Author:
Krishnan Neeraja M,Kumar Saroj,Panda Binay
Abstract
AbstractFruits produce a wide variety of secondary metabolites of great economic value. Analytical measurement of secondary metabolites is tedious, time-consuming and expensive. Additionally, metabolite concentration varies greatly from tree to tree, making it difficult to choose trees for fruit collection. The current study tested whether deep learning-based models can be developed using fruit and leaf images alone to predict a metabolite’s concentration class (highorlow). We collected fruits and leaves (n = 1045) from neem trees grown in the wild across 0.6 million sq km, imaged those, measured concentration of five metabolites (azadirachtin, deacetyl-salannin, salannin, nimbin and nimbolide) using high-performance liquid chromatography and used those to train deep learning models for metabolite class prediction.
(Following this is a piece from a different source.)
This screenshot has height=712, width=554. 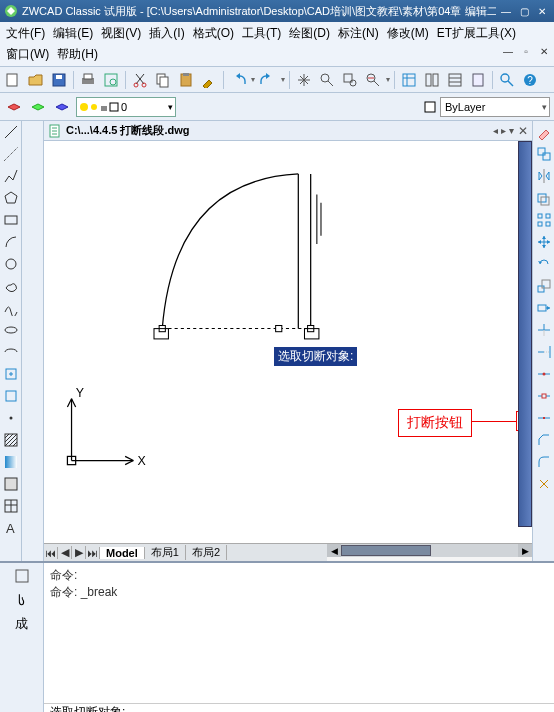 What do you see at coordinates (455, 80) in the screenshot?
I see `tool-palette-button` at bounding box center [455, 80].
The best model out of the seven tested (YOLOv5,GoogLeNet,InceptionNet,EfficientNet_B0,Resnext_50,Resnet18, andSqueezeNet) provided a validationF1score of 0.93 and a testF1score of 0.88. The sensitivity and specificity of the fruit model alone in the test set were 83.52 ± 6.19 and 82.35 ± 5.96 and 79.40 ± 8.50 and 85.64 ± 6.21, for thelowand thehighclass, respectively. The sensitivity was further boosted to 92.67± 5.25 for thelowclass and 88.11 ± 9.17 for thehighclass and the specificity to 100% for both classes, using a multi-analyte framework. We incorporated the model in an Android mobile AppFruit-In-Sightthat uses fruit and leaf images to decide whether to ‘pick’ or ‘not pick’ the fruits from a specific tree based on the metabolite concentration class. Our study provides evidence that images of fruits and leaves alone can predict the concentration class of a secondary metabolite without using extensive analytical laboratory procedures and equipment and makes the process of choosing the right tree for fruit collection easy and free of equipment and additional cost.